Veteran Honored with Donated Wheels

Giant red and green bows rested on the bronze Chevy Malibu’s hood like a Christmas television commercial when veteran Kyana Stewart got the keys.

“I’m the driver,” her 4-year-old son, Kyle, said scurrying into it.

“I’m the driver,” Stewart shot back.

Surrounding them on Tuesday at Toyota of Tampa Bay stood the men and women who had made this gift possible. Oil-stained auto technicians who had rebuilt and repainted the 2002 sedan’s body. Tie-clad dealership managers who approved a year’s warranty and maintenance. State Farm insurance workers who donated the car. Members of the nonprofit Wheels of Success who put the deal together.

This was not another car giveaway for a needy person, but one honoring a veteran for Veterans Day.

Stewart crawled into the driver’s seat and stuck the key in the ignition. A smile broke out upon hearing the low hum.

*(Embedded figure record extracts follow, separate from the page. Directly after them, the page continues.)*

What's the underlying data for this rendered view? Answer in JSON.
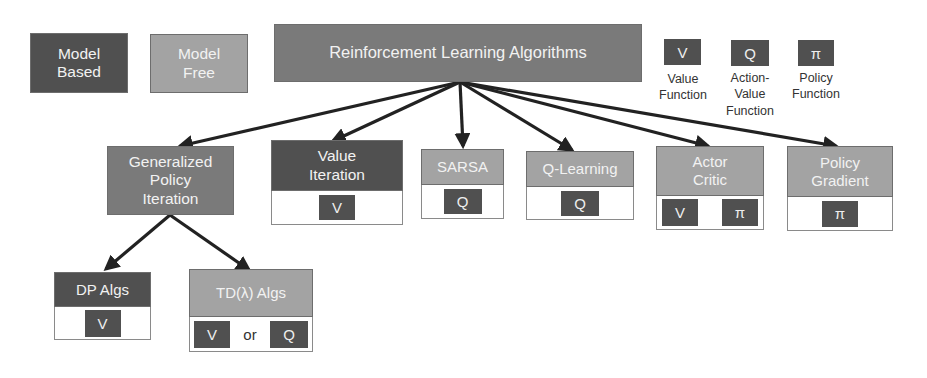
{
  "legend": {
    "model_based": "Model Based",
    "model_free": "Model Free",
    "symbols": [
      {
        "glyph": "V",
        "label_line1": "Value",
        "label_line2": "Function",
        "label_line3": ""
      },
      {
        "glyph": "Q",
        "label_line1": "Action-",
        "label_line2": "Value",
        "label_line3": "Function"
      },
      {
        "glyph": "π",
        "label_line1": "Policy",
        "label_line2": "Function",
        "label_line3": ""
      }
    ]
  },
  "root": {
    "title": "Reinforcement Learning Algorithms"
  },
  "children": [
    {
      "line1": "Generalized",
      "line2": "Policy",
      "line3": "Iteration",
      "type": "model-based-and-free"
    },
    {
      "line1": "Value",
      "line2": "Iteration",
      "type": "model-based",
      "chips": [
        "V"
      ]
    },
    {
      "line1": "SARSA",
      "type": "model-free",
      "chips": [
        "Q"
      ]
    },
    {
      "line1": "Q-Learning",
      "type": "model-free",
      "chips": [
        "Q"
      ]
    },
    {
      "line1": "Actor",
      "line2": "Critic",
      "type": "model-free",
      "chips": [
        "V",
        "π"
      ]
    },
    {
      "line1": "Policy",
      "line2": "Gradient",
      "type": "model-free",
      "chips": [
        "π"
      ]
    }
  ],
  "grandchildren": [
    {
      "title": "DP Algs",
      "type": "model-based",
      "chips": [
        "V"
      ]
    },
    {
      "title": "TD(λ) Algs",
      "type": "model-free",
      "chips": [
        "V",
        "Q"
      ],
      "connector": "or"
    }
  ],
  "colors": {
    "model_based": "#505050",
    "model_free": "#a3a3a3",
    "root": "#7a7a7a",
    "arrow": "#222222"
  }
}
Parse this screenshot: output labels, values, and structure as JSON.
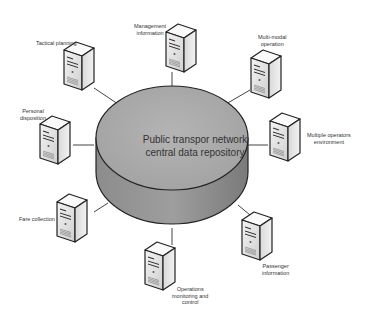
{
  "diagram": {
    "type": "hub-and-spoke network diagram",
    "central": {
      "label_line1": "Public transpor network",
      "label_line2": "central data repository",
      "shape": "cylinder",
      "fill": "#a8a8a8"
    },
    "nodes": [
      {
        "id": "tactical-planning",
        "lines": [
          "Tactical planning"
        ],
        "icon": "server-icon"
      },
      {
        "id": "management-information",
        "lines": [
          "Management",
          "information"
        ],
        "icon": "server-icon"
      },
      {
        "id": "multi-modal-operation",
        "lines": [
          "Multi-modal",
          "operation"
        ],
        "icon": "server-icon"
      },
      {
        "id": "personal-disposition",
        "lines": [
          "Personal",
          "disposition"
        ],
        "icon": "server-icon"
      },
      {
        "id": "multiple-operators-environment",
        "lines": [
          "Multiple operators",
          "environment"
        ],
        "icon": "server-icon"
      },
      {
        "id": "fare-collection",
        "lines": [
          "Fare collection"
        ],
        "icon": "server-icon"
      },
      {
        "id": "operations-monitoring-and-control",
        "lines": [
          "Operations",
          "monitoring and",
          "control"
        ],
        "icon": "server-icon"
      },
      {
        "id": "passenger-information",
        "lines": [
          "Passenger",
          "information"
        ],
        "icon": "server-icon"
      }
    ]
  }
}
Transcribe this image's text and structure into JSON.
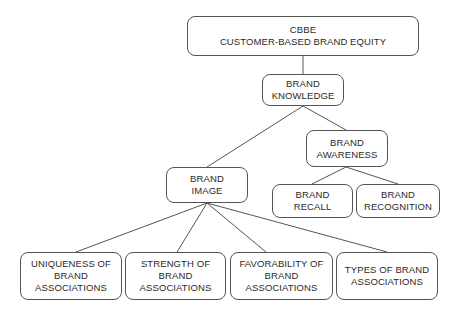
{
  "diagram": {
    "title": "CBBE Customer-Based Brand Equity",
    "nodes": {
      "cbbe": {
        "lines": [
          "CBBE",
          "CUSTOMER-BASED BRAND EQUITY"
        ]
      },
      "knowledge": {
        "lines": [
          "BRAND",
          "KNOWLEDGE"
        ]
      },
      "awareness": {
        "lines": [
          "BRAND",
          "AWARENESS"
        ]
      },
      "image": {
        "lines": [
          "BRAND",
          "IMAGE"
        ]
      },
      "recall": {
        "lines": [
          "BRAND",
          "RECALL"
        ]
      },
      "recognition": {
        "lines": [
          "BRAND",
          "RECOGNITION"
        ]
      },
      "uniqueness": {
        "lines": [
          "UNIQUENESS OF",
          "BRAND",
          "ASSOCIATIONS"
        ]
      },
      "strength": {
        "lines": [
          "STRENGTH OF",
          "BRAND",
          "ASSOCIATIONS"
        ]
      },
      "favorability": {
        "lines": [
          "FAVORABILITY OF",
          "BRAND",
          "ASSOCIATIONS"
        ]
      },
      "types": {
        "lines": [
          "TYPES OF BRAND",
          "ASSOCIATIONS"
        ]
      }
    },
    "edges": [
      [
        "cbbe",
        "knowledge"
      ],
      [
        "knowledge",
        "image"
      ],
      [
        "knowledge",
        "awareness"
      ],
      [
        "awareness",
        "recall"
      ],
      [
        "awareness",
        "recognition"
      ],
      [
        "image",
        "uniqueness"
      ],
      [
        "image",
        "strength"
      ],
      [
        "image",
        "favorability"
      ],
      [
        "image",
        "types"
      ]
    ]
  }
}
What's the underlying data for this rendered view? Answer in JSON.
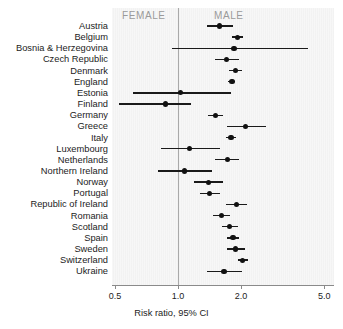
{
  "chart_data": {
    "type": "scatter",
    "subtype": "forest-plot",
    "title": "",
    "xlabel": "Risk ratio, 95% CI",
    "ylabel": "",
    "xscale": "log",
    "xlim": [
      0.5,
      5.0
    ],
    "xticks": [
      0.5,
      1.0,
      2.0,
      5.0
    ],
    "xtick_labels": [
      "0.5",
      "1.0",
      "2.0",
      "5.0"
    ],
    "reference_line": 1.0,
    "grid": false,
    "legend": "none",
    "group_annotations": [
      {
        "label": "FEMALE",
        "side": "left"
      },
      {
        "label": "MALE",
        "side": "right"
      }
    ],
    "categories": [
      "Austria",
      "Belgium",
      "Bosnia & Herzegovina",
      "Czech Republic",
      "Denmark",
      "England",
      "Estonia",
      "Finland",
      "Germany",
      "Greece",
      "Italy",
      "Luxembourg",
      "Netherlands",
      "Northern Ireland",
      "Norway",
      "Portugal",
      "Republic of Ireland",
      "Romania",
      "Scotland",
      "Spain",
      "Sweden",
      "Switzerland",
      "Ukraine"
    ],
    "values": [
      1.58,
      1.93,
      1.85,
      1.7,
      1.89,
      1.81,
      1.03,
      0.87,
      1.51,
      2.1,
      1.79,
      1.14,
      1.72,
      1.07,
      1.4,
      1.42,
      1.9,
      1.61,
      1.77,
      1.83,
      1.89,
      2.04,
      1.66
    ],
    "ci_low": [
      1.38,
      1.82,
      0.94,
      1.5,
      1.76,
      1.74,
      0.61,
      0.52,
      1.39,
      1.71,
      1.7,
      0.83,
      1.51,
      0.8,
      1.19,
      1.28,
      1.7,
      1.47,
      1.62,
      1.71,
      1.72,
      1.93,
      1.37
    ],
    "ci_high": [
      1.83,
      2.05,
      4.2,
      1.95,
      2.03,
      1.88,
      1.79,
      1.15,
      1.64,
      2.62,
      1.89,
      1.58,
      1.95,
      1.45,
      1.64,
      1.58,
      2.13,
      1.77,
      1.94,
      1.96,
      2.08,
      2.16,
      2.03
    ],
    "series": [
      {
        "name": "Risk ratio (male vs female)",
        "values": [
          1.58,
          1.93,
          1.85,
          1.7,
          1.89,
          1.81,
          1.03,
          0.87,
          1.51,
          2.1,
          1.79,
          1.14,
          1.72,
          1.07,
          1.4,
          1.42,
          1.9,
          1.61,
          1.77,
          1.83,
          1.89,
          2.04,
          1.66
        ]
      }
    ]
  },
  "colors": {
    "panel_background": "#f7f7f7",
    "reference_line": "#a9a9a9",
    "marker": "#111111",
    "group_label": "#9a9a9a",
    "text": "#1c1c1c",
    "axis": "#8a8a8a"
  }
}
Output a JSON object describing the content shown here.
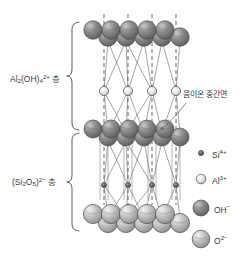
{
  "figure": {
    "background": "#ffffff",
    "line_color": "#4a4a4a"
  },
  "layer_labels": [
    {
      "id": "al-hydroxide-layer",
      "formula_html": "Al<sub>2</sub>(OH)<sub>4</sub><sup>2+</sup>",
      "base": "Al",
      "sub1": "2",
      "mid": "(OH)",
      "sub2": "4",
      "charge": "2+",
      "suffix": "µµ",
      "suffix_text": "쿡",
      "layer_word": "층",
      "x": 10,
      "y": 74
    },
    {
      "id": "silicate-layer",
      "base": "(Si",
      "sub1": "2",
      "mid": "O",
      "sub2": "5",
      "tail": ")",
      "charge": "2−",
      "layer_word": "층",
      "x": 12,
      "y": 177
    }
  ],
  "annotation": {
    "id": "anion-interlayer-plane",
    "text": "음이온 중간면",
    "x": 183,
    "y": 89
  },
  "legend": [
    {
      "id": "si-ion",
      "symbol": "Si",
      "charge": "4+",
      "radius": 2.6,
      "fill": "#6e6e6e",
      "cx": 201,
      "cy": 153,
      "tx": 212,
      "ty": 149
    },
    {
      "id": "al-ion",
      "symbol": "Al",
      "charge": "3+",
      "radius": 4.8,
      "fill": "#e2e2e2",
      "cx": 201,
      "cy": 179,
      "tx": 212,
      "ty": 175
    },
    {
      "id": "oh-ion",
      "symbol": "OH",
      "charge": "−",
      "radius": 8.0,
      "fill": "#8a8a8a",
      "cx": 201,
      "cy": 208,
      "tx": 214,
      "ty": 204
    },
    {
      "id": "o-ion",
      "symbol": "O",
      "charge": "2−",
      "radius": 8.8,
      "fill": "#bcbcbc",
      "cx": 201,
      "cy": 239,
      "tx": 214,
      "ty": 235
    }
  ],
  "braces": [
    {
      "id": "brace-upper",
      "x": 72,
      "top": 22,
      "bottom": 130
    },
    {
      "id": "brace-lower",
      "x": 72,
      "top": 133,
      "bottom": 231
    }
  ],
  "dashed_verticals": [
    {
      "id": "dash-1",
      "x": 104,
      "y1": 14,
      "y2": 205
    },
    {
      "id": "dash-2",
      "x": 128,
      "y1": 14,
      "y2": 205
    },
    {
      "id": "dash-3",
      "x": 152,
      "y1": 14,
      "y2": 205
    },
    {
      "id": "dash-4",
      "x": 176,
      "y1": 14,
      "y2": 205
    }
  ],
  "sphere_layers": [
    {
      "id": "top-hydroxyl-layer",
      "species": "OH−",
      "fill": "#8a8a8a",
      "r": 9.2,
      "rows": [
        {
          "y": 37,
          "xs": [
            100,
            118,
            136,
            154,
            172
          ],
          "dx": 8
        },
        {
          "y": 30,
          "xs": [
            93,
            111,
            129,
            147,
            165
          ],
          "dx": 0
        }
      ]
    },
    {
      "id": "aluminium-plane",
      "species": "Al3+",
      "fill": "#e6e6e6",
      "r": 4.6,
      "rows": [
        {
          "y": 91,
          "xs": [
            104,
            128,
            152,
            176
          ],
          "dx": 0
        }
      ]
    },
    {
      "id": "shared-anion-plane",
      "species": "OH− / O2−",
      "fill": "#8a8a8a",
      "r": 9.0,
      "rows": [
        {
          "y": 137,
          "xs": [
            100,
            118,
            136,
            154,
            172
          ],
          "dx": 8
        },
        {
          "y": 129,
          "xs": [
            93,
            111,
            129,
            147,
            165
          ],
          "dx": 0
        }
      ]
    },
    {
      "id": "silicon-plane",
      "species": "Si4+",
      "fill": "#5a5a5a",
      "r": 2.6,
      "rows": [
        {
          "y": 185,
          "xs": [
            104,
            128,
            152,
            176
          ],
          "dx": 0
        }
      ]
    },
    {
      "id": "bottom-oxygen-layer",
      "species": "O2−",
      "fill": "#bcbcbc",
      "r": 9.6,
      "rows": [
        {
          "y": 223,
          "xs": [
            100,
            118,
            136,
            154,
            172
          ],
          "dx": 8
        },
        {
          "y": 214,
          "xs": [
            93,
            111,
            129,
            147,
            165
          ],
          "dx": 0
        }
      ]
    }
  ]
}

“It’s perfect,” she said when she drove off later. “It’s smooth.”

Stewart, 25, joined the Army seven years ago to experience more than she could growing up in Spring Hill.

She studied biology at the University of Tampa until 2003, when the military put her behind the wheel of an 18-wheeler moving supplies from Kuwait to Iraq as part of the first wave of the U.S. invasion.

Like a trucker, she was given a handle, “Phone Book,” because she stood 4 feet, 11 inches.

She spent days driving without music and air conditioning, eating MREs, Doritos and Hot Tamales, wearing a helmet, staring through sandstorms at sheep and camels.

But she loved the road, having grown up with a father who road-tripped everywhere.

When she returned home, the path she had been on became filled with detours.

For one, Kyle was born. She postponed school for three years before she enrolled this semester at Hillsborough Community College, where she studies for an associate’s degree in pharmacy. She remains an Army Reservist.

School is about an hour from her Tampa home, and she shared family cars or rides to get there, and to and from day care.

“It’s an inconvenience,” she said.

Wheels of Success heard her story through a veterans group and stepped in. Susan Jacobs, founder of Wheels of Success, hopes to help several more vets a year through the pilot “Vehicles for Veterans” program if sponsors emerge. Stewart is the second veteran the group has helped.

“It’s a financial relief on a stressed financial income,” Stewart said.

It was also freedom. The open road became Stewart’s again, and she began dreaming of another desert road trip.

“I’ve never been to California. I want to explore the West and Southwest. No particular place in California — just California,” she said. “Real soon.”